Evaluation of an Automated Whole-body Lesion Detection and Quantification Approach using PERCIST Criteria for 18F-FDG PET/CT in Oncology

2021 
1437 Purpose: To develop and evaluate a 3-D automated approach for whole-body lesion detection, segmentation and quantification using PERCIST criteria for 18F-FDG PET/CT in oncology. Methods: 18F-FDG PET/CT data of 30 oncology patients (33±14 BMI; 13±1 mCi FDG; 75±7 min p.i; TOF+PSF+OSEM (3i21s) 4x4x4 mm3 PET; mCT scanner) were collected for the assessment. PERCIST criteria based on liver spherical VOI statistics was applied to a whole-body contour to form initial individual lesions, followed by morphological processing (lesion split, cleanness, Boolean operations, edge adjustment, etc) to finalize the contours for each of the lesions. Bone segmentation was performed to separate lesions in bone from soft tissues. SUV/SUL peak was measured by moving a defined 1-mL spherical VOI over each of the tumor foci. Required procedures (36 steps) were specifically developed and built together into an all-in-one workflow in the MIMSoftwareInc platform to enable automated whole-body lesion detection and quantification (SUV/SUL peak, tumor volume and total lesion glycolysis).
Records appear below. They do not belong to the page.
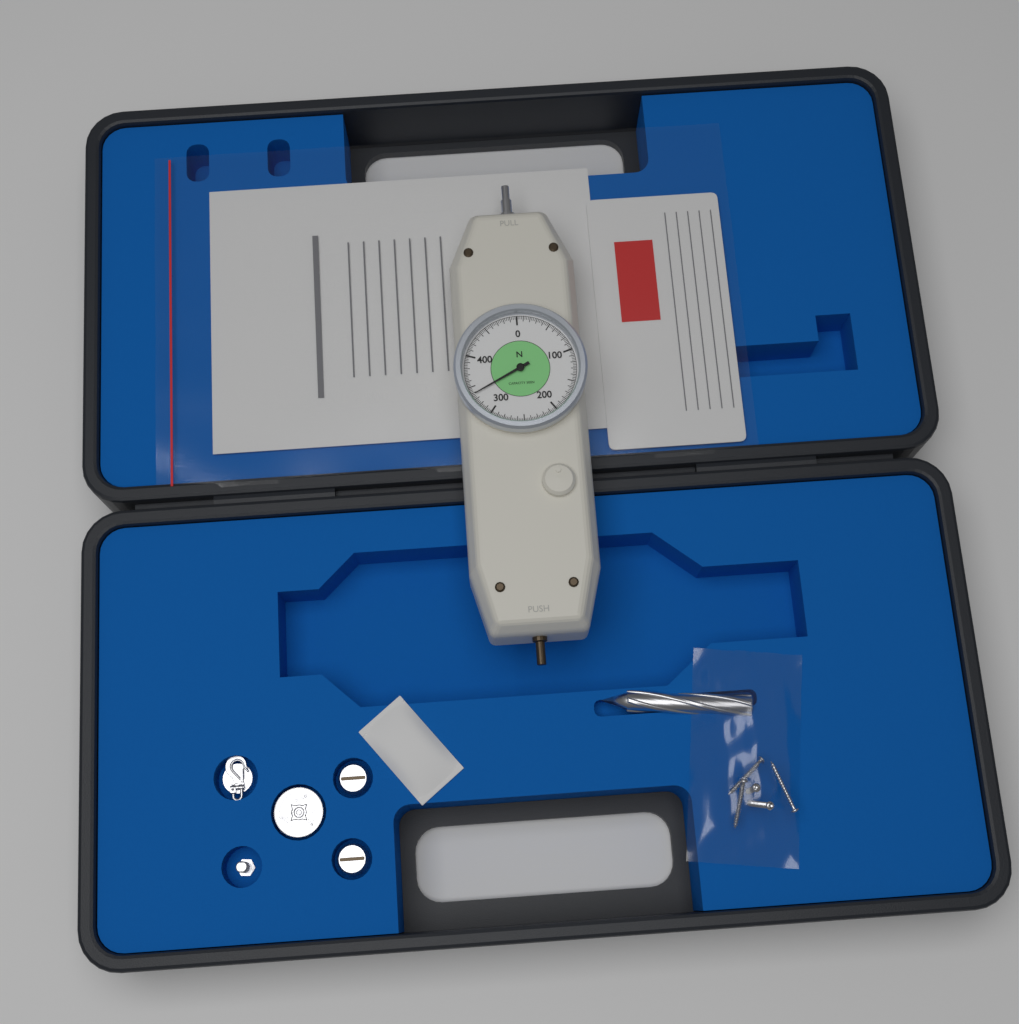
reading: 337.5 N
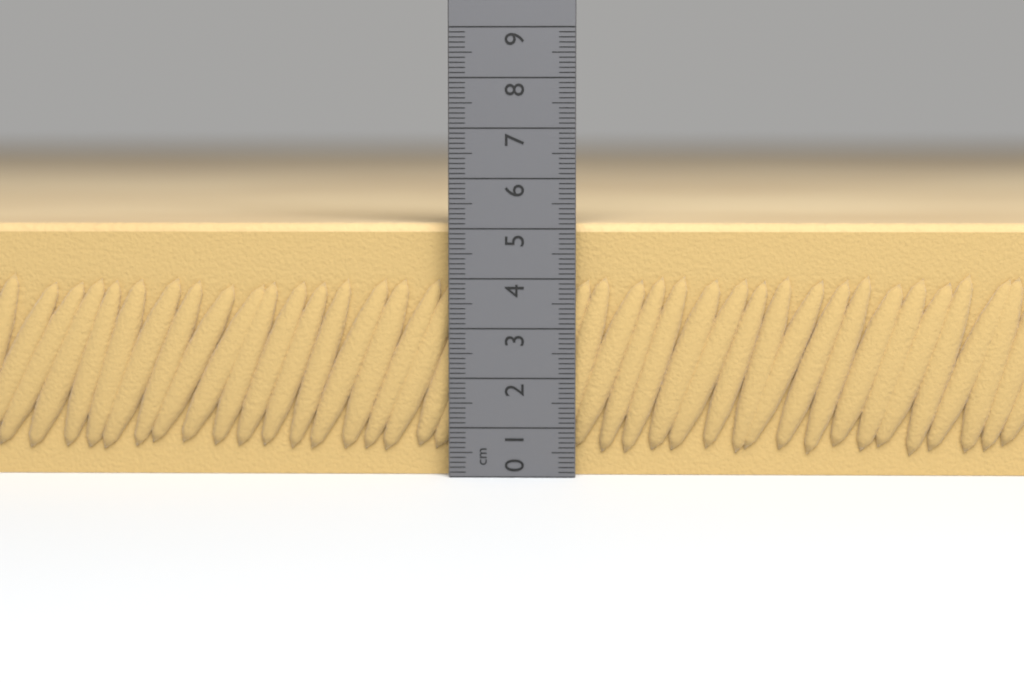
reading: 5.1 cm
Lesion detection accuracy was evaluated by nuclear medicine physician. Results: The developed approach streamlined overall individual procedures from PET/CT misalignment correction and fusion, to PERCIST criteria application, lesion detection, VOI generation and contour optimization, to bone segmentation, quantitative measurements, display and database output, automatically. Depending on the number and size of lesions and the computational environment, a typical time of processing one study with 100 lesions was ~30 sec. It revealed an accuracy of 88±10% in lesion detection across patients. Lesions < 1ml cost additional burden in both processing time and measurement accuracy. More details and challenges as well as future development will be demonstrated in presentation. Conclusions: Innovative and efficient approaches to facilitate the process of reviewing and quantifying large number of lesions and patients in clinical PET/CT routines and research are expected. The study developed and evaluated a 3-D approach in such effort by utilizing PERCIST criteria and morphological processing, and it demonstrated a promising feasibility in automated whole-body lesion detection and quantification in oncologic 18F-FDG PET/CT.